Investigators have developed an important mouse genetic blueprint that will speed up future research and understanding of human genetics. In two articles published in Nature on 14 September, the international team, led by investigators at the Wellcome Trust Sanger Institute and the University of Oxford, explain how they cracked and assessed the genome sequence of 17 mouse strains.

In creating this blueprint, the biggest resource for any vertebrate model organism, they discovered an amazing 56.7 million unique sites of variation (known as SNPs) between strains, as well as other more complicated differences. Among these they identified sequence differences linked with more than 700 biological differences, including markers for diseases – such as diabetes and heart disease, so connecting genes with medically important individual differences.

Mainly funded by the Medical Research Council and the Wellcome Trust, the blueprint can be used by investigators to understand the genetic basis of individual variation, and ask important questions regarding how genes work and how genes increase or decrease the chances of us having particular diseases.

Inbred strains of mice are a vital source of genetic information. Every inbred mouse is essentially genetically identical, but every mouse is different in both their genes and across a wide range of medically and biologically importance characteristics.

Dr Adams, from the Wellcome Trust Sanger Institute, who led the project, explained:

“We are living in an era where we have thousands of human genomes at our finger tips. The mouse, and the genome sequences we have generated, will play a crucial role in understanding of how genetic variations contributes to disease and will lead us towards new therapies.”

By using this blueprint investigators won’t have to rely as much on breeding mice in order to find mutations, they will be able to find mutations at a much faster rate by searching data on their computer.

These mice are used in all areas of biology to increase our understanding of human disease, and there is significantly more to discover. With the variants to hand, the task moves to understanding the biological consequences.

Dr Thomas Keane who was the first author on one of the reports, said:

“In some cases it has taken 40 years, an entire working life, to pin down a gene in a mouse model that is associated with a human disease, looking for the cause. Now with our catalogue of variants the analysis of these mice is breathtakingly fast and can be completed in the time it takes to make a cup of coffee.

Now we know where all the variants are, so the questions today are what do they do, and can we explain the phenotypic differences between different strains of mice?”

Importantly, the amount of mouse breeding and testing required to identify genes and mutations will be reduced thanks to the catalogue, which will reduce the mice needed for each investigation. The first discovery can be made on the computer. This wide-ranging blueprint will be vital for connecting variation in a trait with changes to DNA – the biologist’s journey from phenotype to genotype.

Using the sequence of the 17 mouse genomes, they looked for variations connected with quantitative trait loci (QTLs) implicating differences in the sequence between strains as being linked with the phenotypes that distinguish them.

Professor Jonathan Flint, from the Wellcome Trust Center for Human Genetics, who co-led the investigation, explained:

“This study is a first step in a long path that moves from understanding what the genome is, to what it does.”

Professor Ian Jackson, joint head of Medical and Development Genetics at the Medical Research Council’s Human Genetics Unit, said:

“The biological differences across the inbred strains of mice model variation between individual humans. This resource, made possible through huge recent advances in sequencing technology, is transforming our understanding of how DNA sequence variation relates to gene function, and ultimately is associated with biology and human health.”

The project will be lengthened by sequencing additional mouse strains, defining the genetic changes in mouse cancers and researching the effect of variants on gene function.

The catalogue, combined with today’s faster sequencing, allows investigators to prove deeper to discover mutations affecting gene function much more faster. In addition to opening the door to the possibility of sequencing significantly large numbers of mice, with plans to extend the project to hundreds of mouse strains, a mission that just a few years ago would have seemed impossible.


**THE TASK**
Please repeat the whole listing exactly, but leave out any picture it holds.

════

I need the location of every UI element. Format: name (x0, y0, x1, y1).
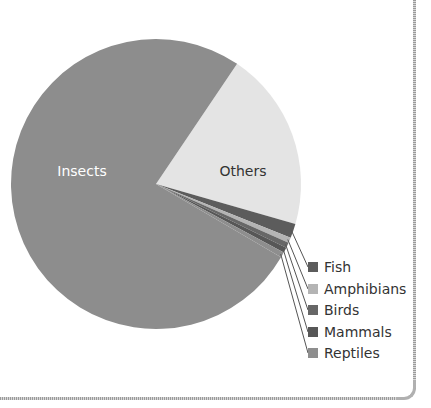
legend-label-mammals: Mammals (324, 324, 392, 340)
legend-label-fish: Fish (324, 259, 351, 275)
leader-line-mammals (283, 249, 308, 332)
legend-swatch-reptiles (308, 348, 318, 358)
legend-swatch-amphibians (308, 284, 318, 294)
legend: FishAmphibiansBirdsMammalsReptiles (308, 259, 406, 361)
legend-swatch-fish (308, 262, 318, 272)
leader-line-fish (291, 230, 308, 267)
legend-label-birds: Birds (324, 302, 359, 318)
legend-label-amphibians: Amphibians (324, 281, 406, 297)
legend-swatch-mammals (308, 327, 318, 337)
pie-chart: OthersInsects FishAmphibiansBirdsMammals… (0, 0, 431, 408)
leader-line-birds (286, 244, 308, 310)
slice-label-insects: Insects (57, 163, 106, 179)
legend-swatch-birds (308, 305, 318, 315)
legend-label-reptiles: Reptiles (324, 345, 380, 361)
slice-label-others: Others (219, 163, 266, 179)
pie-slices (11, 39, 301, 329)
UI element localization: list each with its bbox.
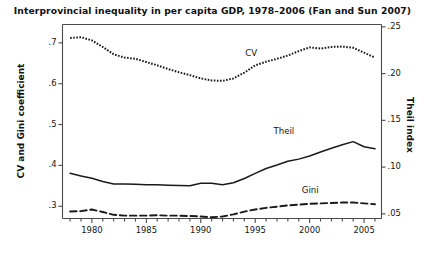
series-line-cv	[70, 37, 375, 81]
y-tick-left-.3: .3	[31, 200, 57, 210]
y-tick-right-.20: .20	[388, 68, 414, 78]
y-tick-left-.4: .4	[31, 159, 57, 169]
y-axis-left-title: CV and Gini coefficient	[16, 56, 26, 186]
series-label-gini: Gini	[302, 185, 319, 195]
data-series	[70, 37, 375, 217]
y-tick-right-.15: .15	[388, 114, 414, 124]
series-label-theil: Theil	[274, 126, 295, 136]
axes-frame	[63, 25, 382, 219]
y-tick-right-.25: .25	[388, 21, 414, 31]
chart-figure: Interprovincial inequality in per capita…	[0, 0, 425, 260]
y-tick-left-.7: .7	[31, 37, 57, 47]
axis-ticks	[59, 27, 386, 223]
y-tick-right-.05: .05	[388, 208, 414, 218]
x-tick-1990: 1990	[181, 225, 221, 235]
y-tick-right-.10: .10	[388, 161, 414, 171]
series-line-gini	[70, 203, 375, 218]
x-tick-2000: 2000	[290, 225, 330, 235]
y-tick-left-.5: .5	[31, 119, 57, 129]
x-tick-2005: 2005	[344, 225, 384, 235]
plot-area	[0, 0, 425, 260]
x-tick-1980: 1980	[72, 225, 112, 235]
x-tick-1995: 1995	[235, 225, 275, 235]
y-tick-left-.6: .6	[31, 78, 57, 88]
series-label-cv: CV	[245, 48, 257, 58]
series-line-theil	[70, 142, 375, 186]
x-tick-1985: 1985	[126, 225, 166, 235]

════

**FINAL ANSWER**
I need the location of every UI element. Format: name (x0, y0, x1, y1).
legend-label-mammals: Mammals (324, 324, 392, 340)
legend-label-fish: Fish (324, 259, 351, 275)
leader-line-mammals (283, 249, 308, 332)
legend-swatch-reptiles (308, 348, 318, 358)
legend-swatch-amphibians (308, 284, 318, 294)
legend: FishAmphibiansBirdsMammalsReptiles (308, 259, 406, 361)
legend-swatch-fish (308, 262, 318, 272)
leader-line-fish (291, 230, 308, 267)
legend-label-birds: Birds (324, 302, 359, 318)
legend-label-amphibians: Amphibians (324, 281, 406, 297)
legend-swatch-mammals (308, 327, 318, 337)
pie-chart: OthersInsects FishAmphibiansBirdsMammals… (0, 0, 431, 408)
leader-line-birds (286, 244, 308, 310)
slice-label-insects: Insects (57, 163, 106, 179)
legend-swatch-birds (308, 305, 318, 315)
legend-label-reptiles: Reptiles (324, 345, 380, 361)
slice-label-others: Others (219, 163, 266, 179)
pie-slices (11, 39, 301, 329)
UI element localization: list each with its bbox.
series-line-cv	[70, 37, 375, 81]
y-tick-left-.3: .3	[31, 200, 57, 210]
y-tick-right-.20: .20	[388, 68, 414, 78]
y-tick-left-.4: .4	[31, 159, 57, 169]
y-axis-left-title: CV and Gini coefficient	[16, 56, 26, 186]
series-label-gini: Gini	[302, 185, 319, 195]
data-series	[70, 37, 375, 217]
y-tick-right-.15: .15	[388, 114, 414, 124]
series-label-theil: Theil	[274, 126, 295, 136]
axes-frame	[63, 25, 382, 219]
y-tick-right-.25: .25	[388, 21, 414, 31]
chart-figure: Interprovincial inequality in per capita…	[0, 0, 425, 260]
y-tick-left-.7: .7	[31, 37, 57, 47]
axis-ticks	[59, 27, 386, 223]
y-tick-right-.05: .05	[388, 208, 414, 218]
x-tick-1990: 1990	[181, 225, 221, 235]
y-tick-right-.10: .10	[388, 161, 414, 171]
series-line-gini	[70, 203, 375, 218]
x-tick-2000: 2000	[290, 225, 330, 235]
y-tick-left-.5: .5	[31, 119, 57, 129]
x-tick-2005: 2005	[344, 225, 384, 235]
plot-area	[0, 0, 425, 260]
x-tick-1980: 1980	[72, 225, 112, 235]
x-tick-1995: 1995	[235, 225, 275, 235]
y-tick-left-.6: .6	[31, 78, 57, 88]
series-label-cv: CV	[245, 48, 257, 58]
series-line-theil	[70, 142, 375, 186]
x-tick-1985: 1985	[126, 225, 166, 235]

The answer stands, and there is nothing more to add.